But even that was too much for some neighborhood residents, who said the Cubs in recent years had set club attendance records and did not need night baseball to draw bigger crowds.

“We’ve managed to get the best attendance for the worst team,” said Charlotte Newfeld, a member of an anti-lights group called C.U.B.S, short for Citizens United for Baseball in Sunshine.

Though the showdown on lights has been simmering for years, in the end it came down to a struggle between clout and tradition, and was fought with all the subtlety of a beanball war. When support for lights seemed to be wavering in the council a few weeks ago, The Chicago Tribune, the flagship publication of the Tribune chain, accused aldermen in print of being “boneheads” and “political bums.” Pretty soon, the newspaper said, opponents would be left with nothing but a “hole in the ground” where the 73-year-old ballpark now stands.

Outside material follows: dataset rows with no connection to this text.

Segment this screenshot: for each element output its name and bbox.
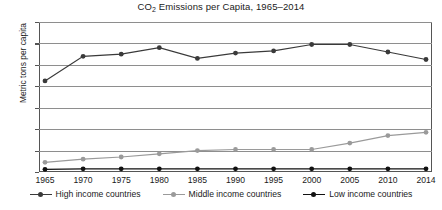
data-point xyxy=(157,166,162,171)
data-point xyxy=(386,50,391,55)
legend-marker-icon xyxy=(303,190,325,198)
x-tick-label: 1980 xyxy=(139,175,179,185)
data-point xyxy=(81,54,86,59)
legend-item[interactable]: Low income countries xyxy=(303,189,412,199)
data-point xyxy=(309,166,314,171)
data-point xyxy=(347,42,352,47)
x-tick-label: 1975 xyxy=(101,175,141,185)
data-point xyxy=(271,166,276,171)
data-point xyxy=(347,166,352,171)
data-point xyxy=(81,157,86,162)
x-tick-label: 1990 xyxy=(216,175,256,185)
y-axis-label: Metric tons per capita xyxy=(18,0,28,128)
x-tick-label: 2014 xyxy=(406,175,442,185)
data-point xyxy=(233,51,238,56)
data-point xyxy=(309,42,314,47)
chart-legend: High income countriesMiddle income count… xyxy=(0,189,442,199)
data-point xyxy=(157,151,162,156)
data-point xyxy=(424,166,429,171)
y-tick-mark xyxy=(35,172,39,173)
data-point xyxy=(43,160,48,165)
chart-title-subscript: 2 xyxy=(152,6,156,13)
data-point xyxy=(119,155,124,160)
data-point xyxy=(424,57,429,62)
data-point xyxy=(81,166,86,171)
data-point xyxy=(309,147,314,152)
x-tick-label: 1995 xyxy=(254,175,294,185)
legend-item[interactable]: High income countries xyxy=(30,189,141,199)
data-point xyxy=(386,133,391,138)
series-line xyxy=(45,45,426,81)
x-tick-label: 2005 xyxy=(330,175,370,185)
series-lines xyxy=(39,22,432,172)
data-point xyxy=(43,79,48,84)
data-point xyxy=(119,166,124,171)
data-point xyxy=(195,56,200,61)
chart-title-prefix: CO xyxy=(138,1,152,12)
data-point xyxy=(271,147,276,152)
data-point xyxy=(424,130,429,135)
chart-container: CO2 Emissions per Capita, 1965–2014 Metr… xyxy=(0,0,442,210)
data-point xyxy=(195,148,200,153)
chart-title-rest: Emissions per Capita, 1965–2014 xyxy=(156,1,304,12)
data-point xyxy=(195,166,200,171)
data-point xyxy=(386,166,391,171)
legend-label: High income countries xyxy=(56,189,141,199)
x-tick-label: 1985 xyxy=(177,175,217,185)
data-point xyxy=(157,45,162,50)
data-point xyxy=(43,167,48,172)
x-tick-label: 1970 xyxy=(63,175,103,185)
legend-label: Low income countries xyxy=(329,189,412,199)
x-tick-label: 2000 xyxy=(292,175,332,185)
chart-title: CO2 Emissions per Capita, 1965–2014 xyxy=(0,1,442,12)
data-point xyxy=(233,147,238,152)
data-point xyxy=(271,49,276,54)
plot-area: 02468101214 1965197019751980198519901995… xyxy=(39,22,432,172)
legend-item[interactable]: Middle income countries xyxy=(163,189,282,199)
data-point xyxy=(233,166,238,171)
legend-label: Middle income countries xyxy=(189,189,282,199)
data-point xyxy=(347,141,352,146)
data-point xyxy=(119,52,124,57)
legend-marker-icon xyxy=(30,190,52,198)
x-tick-label: 2010 xyxy=(368,175,408,185)
x-tick-label: 1965 xyxy=(25,175,65,185)
legend-marker-icon xyxy=(163,190,185,198)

Chicagoans like their baseball brimming with tradition, if not with victories. The White Sox of the American League play in Comiskey Park, built in 1910, the oldest ballpark in baseball. It does have lights, however.

Wrigley Field, built in 1914, is probably baseball’s most striking throwback to the charm of its early years. The field is covered with sod, not artificial turf, the walls are covered with ivy, the scoreboard is still hand-operated and the seats are close to the field. Instead of being ringed by parking lots, the stadium is lined by turn-of-the-century apartment houses that allow residents to watch games for free from lounge chairs on their roofs.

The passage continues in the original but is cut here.